Bug with get_root_group?

Seems like I can trigger the following pretty easily.

Traceback (most recent call last):
  File "t.py", line 17, in <module>
    print f.get_root_group("blah/")
  File "/Users/jxharlow/.venv/lib/python2.7/site-packages/pykeepass/pykeepass.py", line 105, in get_root_group
    return self.find_group_by_path()
TypeError: find_group_by_path() takes at least 2 arguments (1 given)

Using the following:

import pykeepass

import six

f = "blah.kdbx"

pw = 'blah'

f = pykeepass.PyKeePass(f, password=pw)


print f.get_root_group("blah/")

find entries by kwargs

Instead of having 8 different functions to find entries, it would be nice to just pass kwargs to _find_entry_by.

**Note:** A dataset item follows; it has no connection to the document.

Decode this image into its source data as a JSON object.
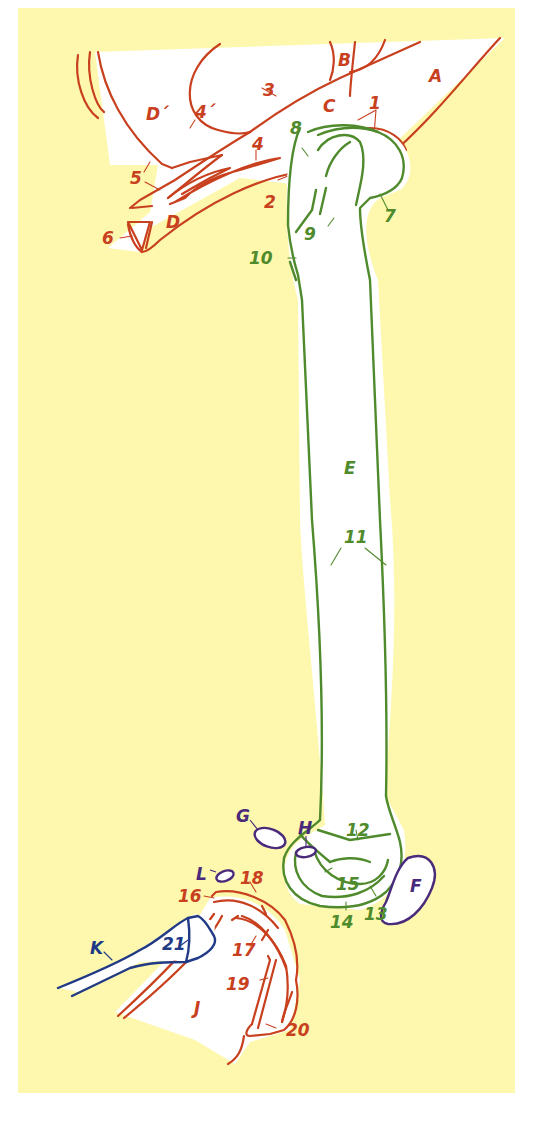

This way, you can actually find entries by multiple parameters, i.e:
find_entries(title=exemple, username=me...)

Would you consider a PR for this?

Case insensitive regex

This line:
lstEntry = kp.find_entries_by_notes(".Chocolate.",regex=True)
...finds the entry with notes:
Chocolate chips are a great invention

However, I cannot make the regex case-insensitive using the "i" modifier. I have tried these:
lstEntry = kp.find_entries_by_notes("/.chocolate./i",regex=True)
lstEntry = kp.find_entries_by_notes("(.chocolate.)i",regex=True)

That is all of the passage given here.